Given entries:
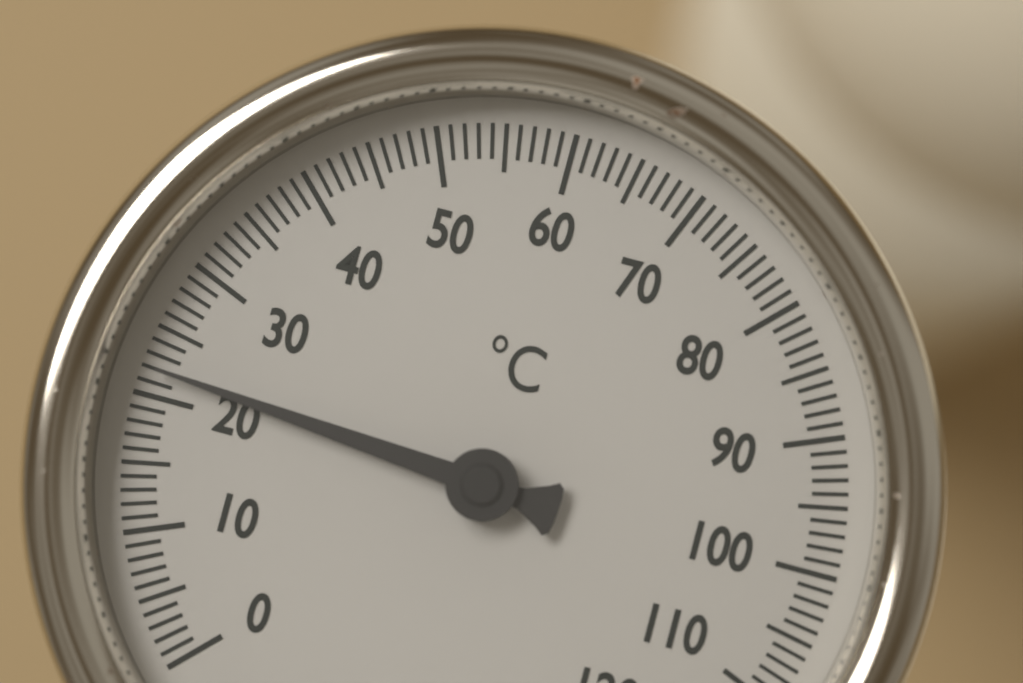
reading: 22 °C
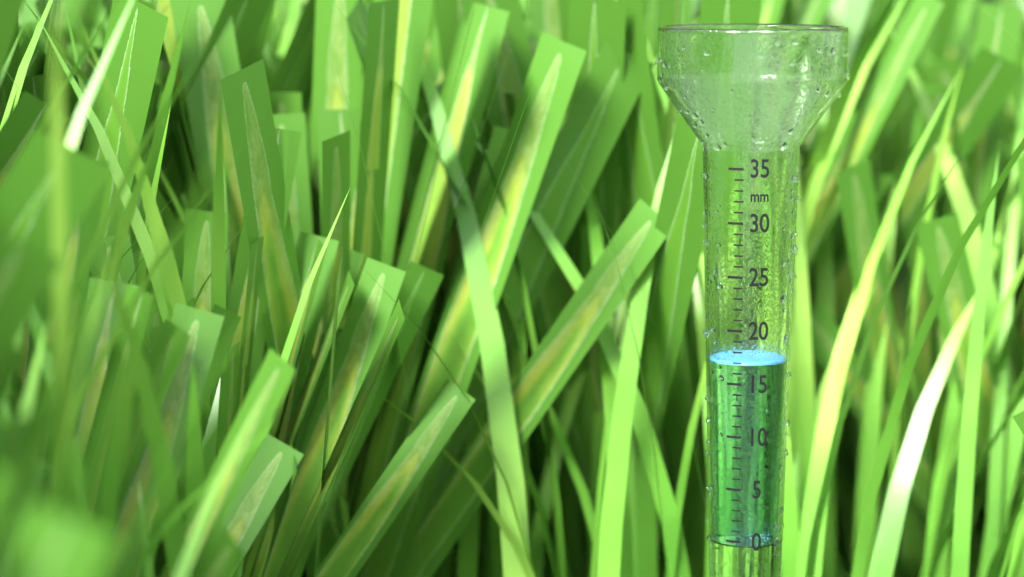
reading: 17 mm
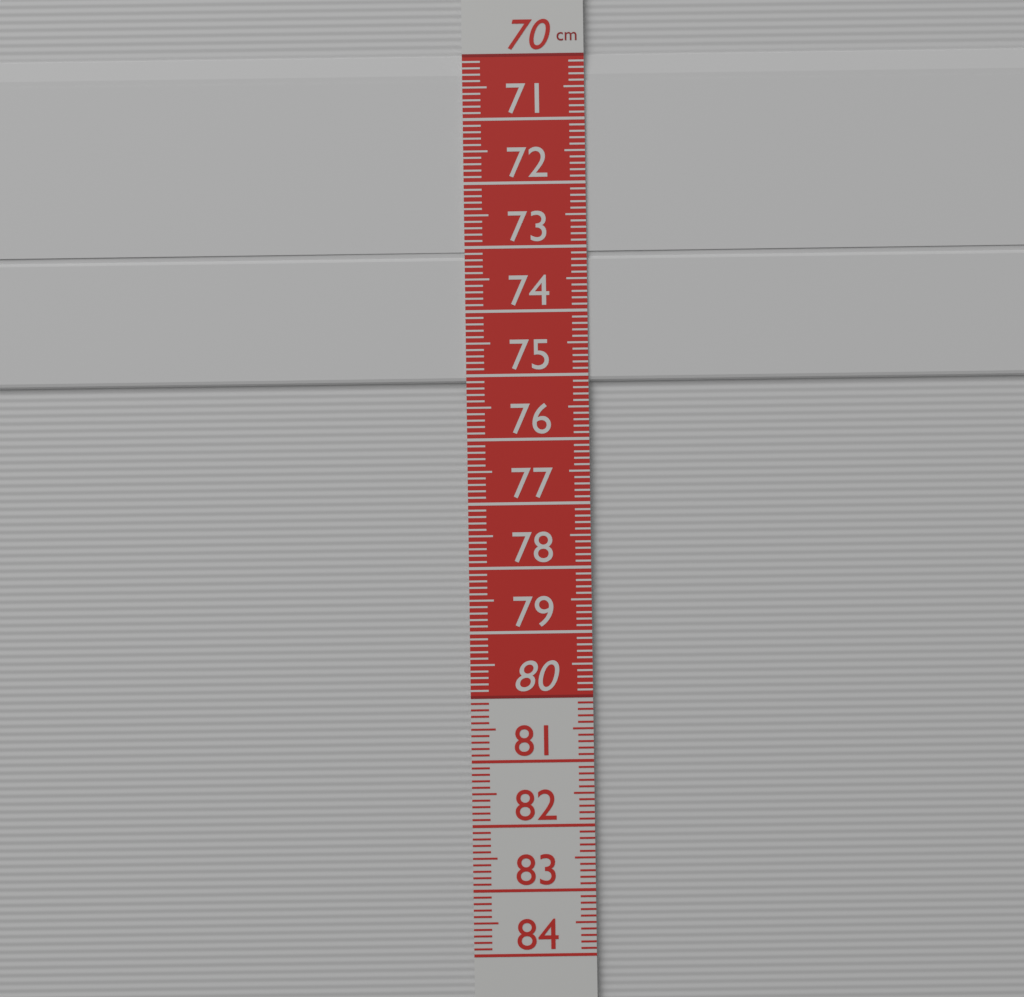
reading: 75.1 cm
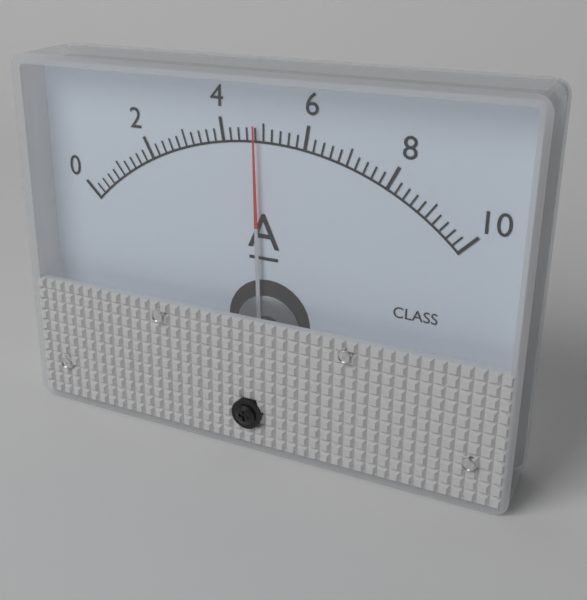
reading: 4.8 A
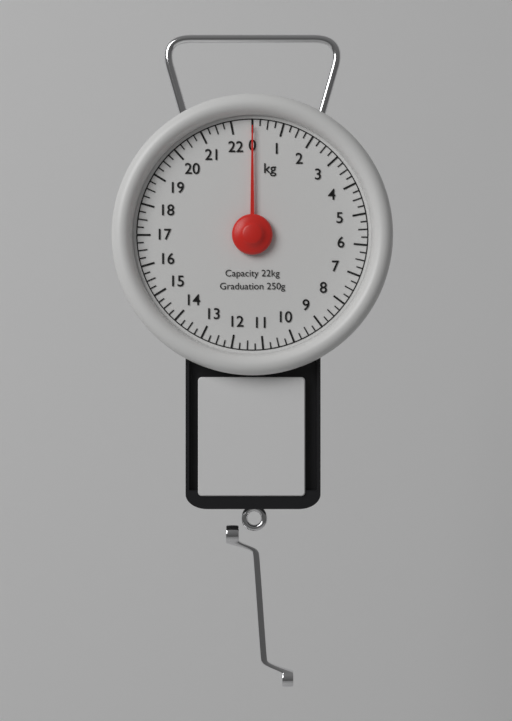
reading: 0.00 kg
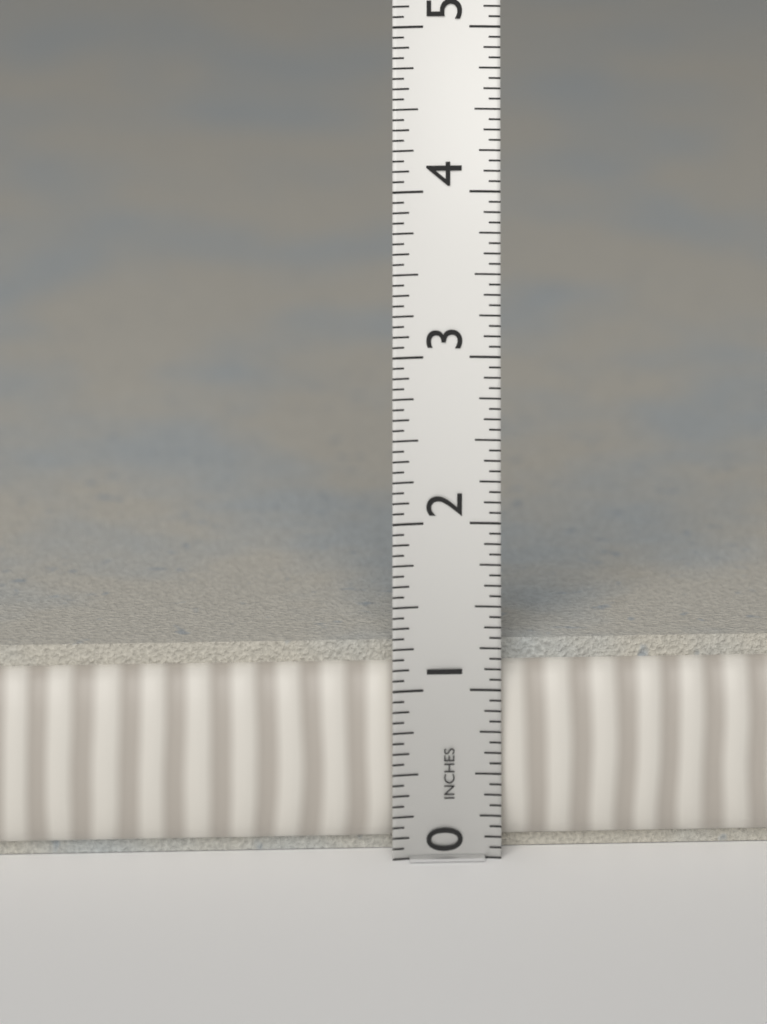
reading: 1.2500 in
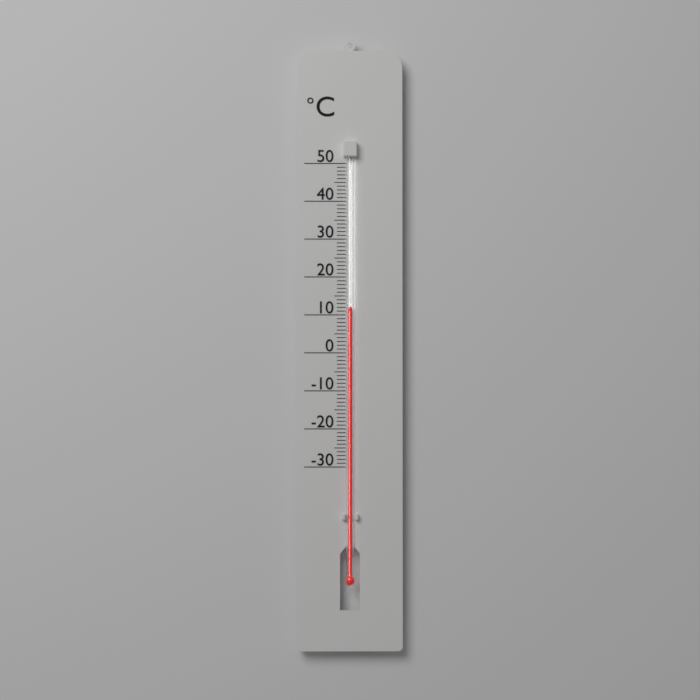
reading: 12 °C
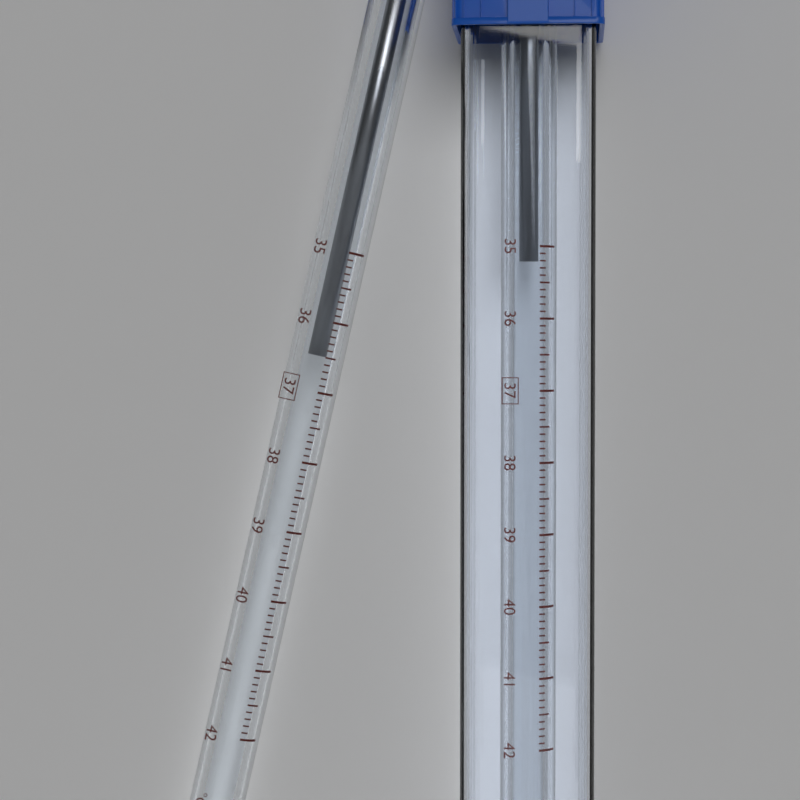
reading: 36.5 °C
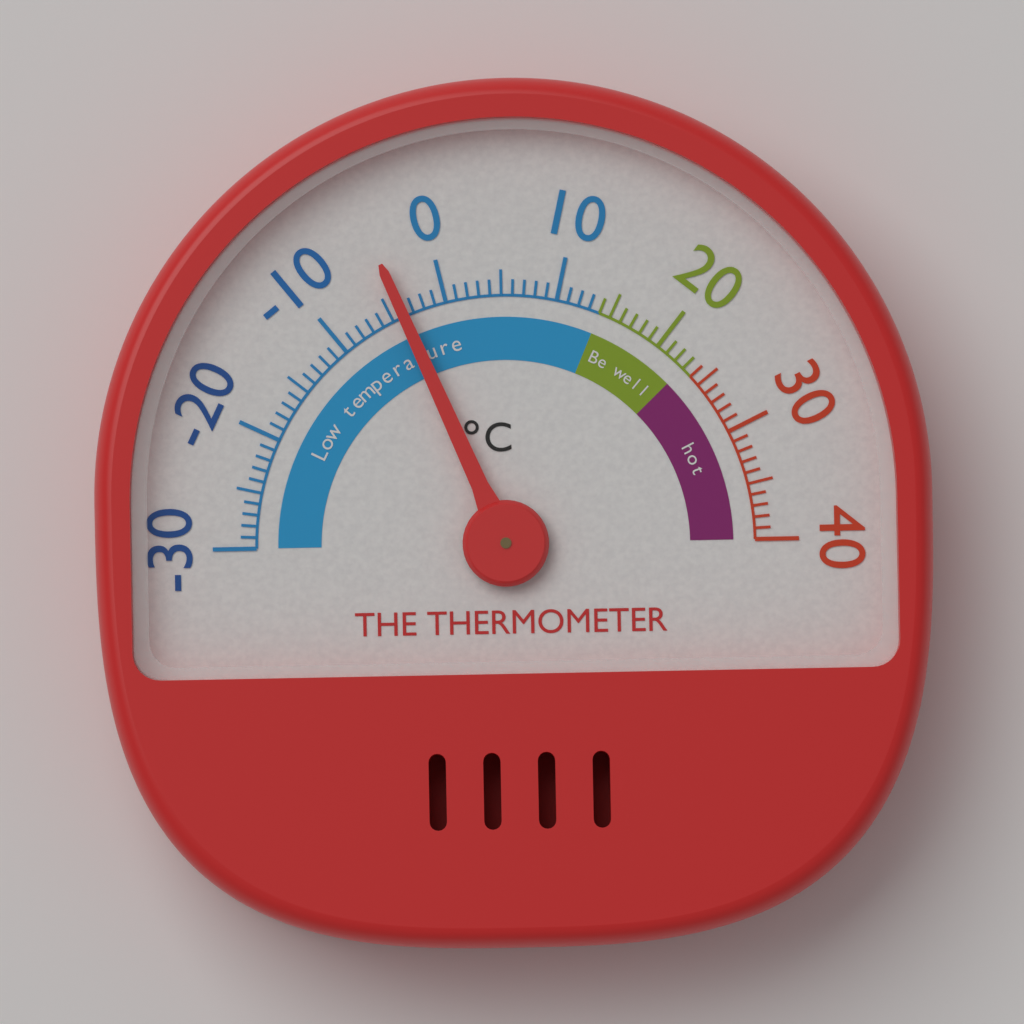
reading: -4 °C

Brief:
Without including the pictures, return each record above exactly as it stands.

Answer space:
reading: 22 °C
reading: 17 mm
reading: 75.1 cm
reading: 4.8 A
reading: 0.00 kg
reading: 1.2500 in
reading: 12 °C
reading: 36.5 °C
reading: -4 °C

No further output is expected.